Fidelity (Shin), from the series "A Fashionable Parody of the Five Virtues (Furyu yatsushi gojo)"
- Date:
- c. 1776/81
- Medium:
- Color woodblock print; chuban
- Source:
- Art Institute of Chicago
Description
Fidelity by Isoda Koryusai is a plate from the series Furyu Yatsushi Gojo, A Fashionable Parody of the Five Virtues, in which the five Confucian virtues of benevolence, righteousness, propriety, wisdom, and fidelity are reimagined through scenes from the Yoshiwara. The Art Institute of Chicago preserves the impression that documents this design, dating it to 1771. The Confucian Five Virtues had long served as the moral backbone of East Asian education, and Edo audiences were thoroughly familiar with their attributes and their canonical embodiments. Koryusai's series transposes those virtues onto the licensed quarter, where each virtue is illustrated through the conduct of a courtesan or her customer, and the joke lies in the unexpected fit between Confucian gravitas and Yoshiwara reality. Shin, fidelity, is the most demanding of the five virtues in the courtesan world, where ritualized constancy was both a marketing claim and an emotional aspiration, and Koryusai treats the theme with characteristic restraint. The print belongs to the same broader practice of cultural parody that defined his Edo bijin-ga, including the celebrated Hinagata Wakana Hatsu Moyo series, and it demonstrates how thoroughly he had absorbed the polite humor of Edo's educated audience by the early 1770s. The work helps establish the intellectual range of Koryusai's parodic prints and the literary self-consciousness of the Yoshiwara market in his decade.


Instructions for the task - Please count the lines in this listing that include the string "with", and give only the number.

···

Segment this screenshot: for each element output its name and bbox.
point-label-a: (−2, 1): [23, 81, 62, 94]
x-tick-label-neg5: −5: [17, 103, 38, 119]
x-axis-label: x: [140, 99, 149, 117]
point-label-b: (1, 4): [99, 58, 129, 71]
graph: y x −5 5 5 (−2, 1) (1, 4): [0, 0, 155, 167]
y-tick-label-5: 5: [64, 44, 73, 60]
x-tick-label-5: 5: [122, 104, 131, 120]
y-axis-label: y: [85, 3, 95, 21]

···

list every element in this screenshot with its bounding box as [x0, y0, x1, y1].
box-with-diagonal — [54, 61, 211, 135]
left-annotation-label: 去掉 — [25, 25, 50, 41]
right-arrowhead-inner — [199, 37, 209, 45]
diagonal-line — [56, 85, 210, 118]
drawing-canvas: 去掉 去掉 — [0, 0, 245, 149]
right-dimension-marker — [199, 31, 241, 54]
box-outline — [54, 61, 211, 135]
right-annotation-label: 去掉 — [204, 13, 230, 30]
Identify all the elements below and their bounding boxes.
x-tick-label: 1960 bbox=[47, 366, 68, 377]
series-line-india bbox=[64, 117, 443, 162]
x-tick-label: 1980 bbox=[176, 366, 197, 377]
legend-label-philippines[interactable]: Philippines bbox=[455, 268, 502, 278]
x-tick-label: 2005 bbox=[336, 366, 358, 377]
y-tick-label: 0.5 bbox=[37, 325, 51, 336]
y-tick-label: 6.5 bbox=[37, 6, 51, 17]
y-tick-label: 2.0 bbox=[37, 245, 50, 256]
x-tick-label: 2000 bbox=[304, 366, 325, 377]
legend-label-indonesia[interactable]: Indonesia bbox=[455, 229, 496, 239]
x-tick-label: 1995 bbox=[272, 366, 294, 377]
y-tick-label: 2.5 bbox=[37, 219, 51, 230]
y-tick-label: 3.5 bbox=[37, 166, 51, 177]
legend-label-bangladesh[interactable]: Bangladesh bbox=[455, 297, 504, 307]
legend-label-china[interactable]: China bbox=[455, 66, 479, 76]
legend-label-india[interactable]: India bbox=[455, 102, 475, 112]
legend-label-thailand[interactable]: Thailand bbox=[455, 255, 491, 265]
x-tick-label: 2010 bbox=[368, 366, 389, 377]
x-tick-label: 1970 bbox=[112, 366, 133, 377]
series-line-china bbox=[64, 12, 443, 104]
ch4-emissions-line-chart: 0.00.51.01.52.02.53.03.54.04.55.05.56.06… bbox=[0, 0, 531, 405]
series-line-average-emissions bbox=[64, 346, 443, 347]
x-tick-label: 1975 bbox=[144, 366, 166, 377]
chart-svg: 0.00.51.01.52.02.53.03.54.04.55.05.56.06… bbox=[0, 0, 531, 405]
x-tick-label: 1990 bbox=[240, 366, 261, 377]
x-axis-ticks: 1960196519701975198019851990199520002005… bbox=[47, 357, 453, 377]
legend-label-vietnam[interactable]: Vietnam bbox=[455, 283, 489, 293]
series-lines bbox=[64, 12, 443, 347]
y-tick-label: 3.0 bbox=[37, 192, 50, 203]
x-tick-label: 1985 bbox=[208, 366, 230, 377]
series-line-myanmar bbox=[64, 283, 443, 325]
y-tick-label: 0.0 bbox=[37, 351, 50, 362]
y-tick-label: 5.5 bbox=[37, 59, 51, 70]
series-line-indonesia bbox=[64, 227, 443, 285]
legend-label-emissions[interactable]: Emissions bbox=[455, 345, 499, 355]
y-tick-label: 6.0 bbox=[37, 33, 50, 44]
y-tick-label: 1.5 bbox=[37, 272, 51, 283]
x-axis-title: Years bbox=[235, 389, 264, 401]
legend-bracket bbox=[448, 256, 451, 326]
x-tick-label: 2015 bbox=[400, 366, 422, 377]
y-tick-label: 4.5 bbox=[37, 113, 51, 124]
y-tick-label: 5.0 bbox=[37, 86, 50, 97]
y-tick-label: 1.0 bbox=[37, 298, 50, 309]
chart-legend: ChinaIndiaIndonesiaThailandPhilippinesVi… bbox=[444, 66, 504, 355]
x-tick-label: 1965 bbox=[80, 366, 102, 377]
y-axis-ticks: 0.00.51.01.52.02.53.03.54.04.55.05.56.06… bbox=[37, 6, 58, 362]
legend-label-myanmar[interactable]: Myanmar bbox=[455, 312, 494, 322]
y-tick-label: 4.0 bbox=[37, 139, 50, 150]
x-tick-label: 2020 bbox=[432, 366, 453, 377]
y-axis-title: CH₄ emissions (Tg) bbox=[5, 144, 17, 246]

···

Task output - 2